The demographic of China’s population which is urbanizing and aging will drive the earnings of China Life Insurance (NYSE: LFC). China Life Insurance is the biggest insurer in China and the largest in the world by market value. It’s also one of the biggest companies in China, with a market capitalization of $105 billion and sales of $24.4 billion a year.
China’s insurance industry is getting a huge boost from the rapid transition of China from a village based society to an urban society. The people who leave their villages also leave behind the traditional family roles that call for the family to stay together and the young to care for the aged. Once that tradition is broken, people who have left the village need to find new ways to full fill their obligations, and insurance is one popular answer. And China Life Insurance stands to be the beneficiary.
China Life Insurance began life in 1949 as the People’s Insurance Company of China (PICC), a state-owned enterprise that functioned as a virtual monopoly through the 1950s as the Revolution ran its capitalist competitors out of town. In the late 1980s, China actually allowed competitors to spring up, and PICC began to act like a real company, not a state service.
As a real company, China Life Insurance (the new name was part of its transformation into a for-profit entity) emerged as a joint stock company, established an asset management division (both in 2003) and worked hard to make it attractive to investors. It had a huge head start in infrastructure, and is adapting well to a world in which PingAn Insurance and China Pacific Insurance present increasingly competent competition. In 2008, the company had 102 million individual and group life, annuity and long-term health policies in force.
There is no doubt that increasing competition and the economic slowdown in China has affected China Life’s business. The company only reports earnings twice a year, and its last two semi-annual reports have shown declines—25% in the first half of 2008 and 63% in the second. Revenue declines have been much more muted, and the company still pays a 2.4% dividend. The company has also announced, after taking a beating on its 2008 investment earnings, that it will take a more cautious stance with its investment strategy.
Earnings estimates for 2009 point to a big rebound, and when the Chinese economy heats up, so will China Life. The big story behind China Life is still the demographic one. Not only is China still urbanizing it’s also aging fast. The single-child policy in place for years has reduced the youth cohort significantly and left a proportionally larger group of aging parents with only one child to support them.
LFC’s stock made a huge run from 2005 to 2007. From its peak at 107 in October 2007, the stock took exactly one year to hit its bottom at 33 in October 2008. After some ups and downs on moderate volume, LFC put in a nice five-week run beginning in mid-March, soaring from 40 to 57.40. LFC started to pullback on 5/5/09, there is over a one point gap that I would look to be filled down to $53.50. I possible solid entry point into LFC is between $53.50-54 right at the point where the gap will be filled and the support of the rising 20 day EMA comes in. LFC is a longer term long play; I would set a trading target of $65 which is 2 points below the May 2008 high. With a time frame of 6-12 months. I would set a stop loss for protection just below the recent swing low at about 50.20 or two closes below the 50 day EMA as a stop loss.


### ABOUT THIS EXERCISE
Output every line of the listing as it stands.

*-*-*

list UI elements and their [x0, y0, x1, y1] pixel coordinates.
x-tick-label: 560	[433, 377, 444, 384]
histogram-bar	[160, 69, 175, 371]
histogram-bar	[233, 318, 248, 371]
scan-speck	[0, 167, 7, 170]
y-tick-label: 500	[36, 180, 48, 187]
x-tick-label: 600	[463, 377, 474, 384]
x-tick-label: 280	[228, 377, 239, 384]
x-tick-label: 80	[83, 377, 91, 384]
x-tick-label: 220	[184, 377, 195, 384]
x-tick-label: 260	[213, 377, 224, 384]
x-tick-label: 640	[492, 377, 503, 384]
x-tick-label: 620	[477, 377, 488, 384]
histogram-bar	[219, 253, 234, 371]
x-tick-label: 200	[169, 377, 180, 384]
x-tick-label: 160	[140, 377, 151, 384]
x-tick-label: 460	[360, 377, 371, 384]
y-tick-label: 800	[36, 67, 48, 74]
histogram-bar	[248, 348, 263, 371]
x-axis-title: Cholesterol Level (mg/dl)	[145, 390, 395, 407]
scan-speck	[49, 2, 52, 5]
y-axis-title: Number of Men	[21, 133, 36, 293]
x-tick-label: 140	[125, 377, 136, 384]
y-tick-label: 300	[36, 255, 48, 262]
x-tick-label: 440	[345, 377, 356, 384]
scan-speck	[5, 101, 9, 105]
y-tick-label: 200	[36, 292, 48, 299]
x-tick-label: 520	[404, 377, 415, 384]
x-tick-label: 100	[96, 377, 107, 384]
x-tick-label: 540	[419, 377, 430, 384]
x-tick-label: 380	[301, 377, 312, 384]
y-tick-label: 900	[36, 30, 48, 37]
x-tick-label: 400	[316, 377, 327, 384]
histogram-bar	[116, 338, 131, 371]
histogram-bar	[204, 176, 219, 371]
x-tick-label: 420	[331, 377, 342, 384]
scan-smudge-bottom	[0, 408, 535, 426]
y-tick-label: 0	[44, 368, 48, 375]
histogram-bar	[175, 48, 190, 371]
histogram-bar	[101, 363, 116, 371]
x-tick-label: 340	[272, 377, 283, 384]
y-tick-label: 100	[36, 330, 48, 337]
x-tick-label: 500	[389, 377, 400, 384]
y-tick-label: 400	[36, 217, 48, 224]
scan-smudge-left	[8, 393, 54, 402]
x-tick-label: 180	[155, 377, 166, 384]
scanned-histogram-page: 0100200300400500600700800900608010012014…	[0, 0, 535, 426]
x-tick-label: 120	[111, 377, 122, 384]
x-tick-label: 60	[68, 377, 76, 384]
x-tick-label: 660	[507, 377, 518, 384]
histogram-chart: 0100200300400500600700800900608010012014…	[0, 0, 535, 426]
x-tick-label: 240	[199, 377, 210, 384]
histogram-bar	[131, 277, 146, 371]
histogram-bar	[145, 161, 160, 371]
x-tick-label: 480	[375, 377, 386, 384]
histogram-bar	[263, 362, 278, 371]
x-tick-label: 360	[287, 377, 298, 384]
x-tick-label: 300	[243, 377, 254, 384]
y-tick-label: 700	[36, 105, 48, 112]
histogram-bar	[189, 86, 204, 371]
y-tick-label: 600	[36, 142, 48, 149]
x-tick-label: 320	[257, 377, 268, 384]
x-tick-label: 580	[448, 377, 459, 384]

*-*-*

### COMPLETED EXERCISE
list UI elements and their [x0, y0, x1, y1] pixel coordinates.
x-tick-label: 560	[433, 377, 444, 384]
histogram-bar	[160, 69, 175, 371]
histogram-bar	[233, 318, 248, 371]
scan-speck	[0, 167, 7, 170]
y-tick-label: 500	[36, 180, 48, 187]
x-tick-label: 600	[463, 377, 474, 384]
x-tick-label: 280	[228, 377, 239, 384]
x-tick-label: 80	[83, 377, 91, 384]
x-tick-label: 220	[184, 377, 195, 384]
x-tick-label: 260	[213, 377, 224, 384]
x-tick-label: 640	[492, 377, 503, 384]
x-tick-label: 620	[477, 377, 488, 384]
histogram-bar	[219, 253, 234, 371]
x-tick-label: 200	[169, 377, 180, 384]
x-tick-label: 160	[140, 377, 151, 384]
x-tick-label: 460	[360, 377, 371, 384]
y-tick-label: 800	[36, 67, 48, 74]
histogram-bar	[248, 348, 263, 371]
x-axis-title: Cholesterol Level (mg/dl)	[145, 390, 395, 407]
scan-speck	[49, 2, 52, 5]
y-axis-title: Number of Men	[21, 133, 36, 293]
x-tick-label: 140	[125, 377, 136, 384]
y-tick-label: 300	[36, 255, 48, 262]
x-tick-label: 440	[345, 377, 356, 384]
scan-speck	[5, 101, 9, 105]
y-tick-label: 200	[36, 292, 48, 299]
x-tick-label: 520	[404, 377, 415, 384]
x-tick-label: 100	[96, 377, 107, 384]
x-tick-label: 540	[419, 377, 430, 384]
x-tick-label: 380	[301, 377, 312, 384]
y-tick-label: 900	[36, 30, 48, 37]
x-tick-label: 400	[316, 377, 327, 384]
histogram-bar	[116, 338, 131, 371]
histogram-bar	[204, 176, 219, 371]
x-tick-label: 420	[331, 377, 342, 384]
scan-smudge-bottom	[0, 408, 535, 426]
y-tick-label: 0	[44, 368, 48, 375]
histogram-bar	[175, 48, 190, 371]
histogram-bar	[101, 363, 116, 371]
x-tick-label: 340	[272, 377, 283, 384]
y-tick-label: 100	[36, 330, 48, 337]
x-tick-label: 500	[389, 377, 400, 384]
y-tick-label: 400	[36, 217, 48, 224]
scan-smudge-left	[8, 393, 54, 402]
x-tick-label: 180	[155, 377, 166, 384]
scanned-histogram-page: 0100200300400500600700800900608010012014…	[0, 0, 535, 426]
x-tick-label: 120	[111, 377, 122, 384]
x-tick-label: 60	[68, 377, 76, 384]
x-tick-label: 660	[507, 377, 518, 384]
histogram-chart: 0100200300400500600700800900608010012014…	[0, 0, 535, 426]
x-tick-label: 240	[199, 377, 210, 384]
histogram-bar	[131, 277, 146, 371]
histogram-bar	[145, 161, 160, 371]
x-tick-label: 480	[375, 377, 386, 384]
histogram-bar	[263, 362, 278, 371]
x-tick-label: 360	[287, 377, 298, 384]
x-tick-label: 300	[243, 377, 254, 384]
y-tick-label: 700	[36, 105, 48, 112]
histogram-bar	[189, 86, 204, 371]
y-tick-label: 600	[36, 142, 48, 149]
x-tick-label: 320	[257, 377, 268, 384]
x-tick-label: 580	[448, 377, 459, 384]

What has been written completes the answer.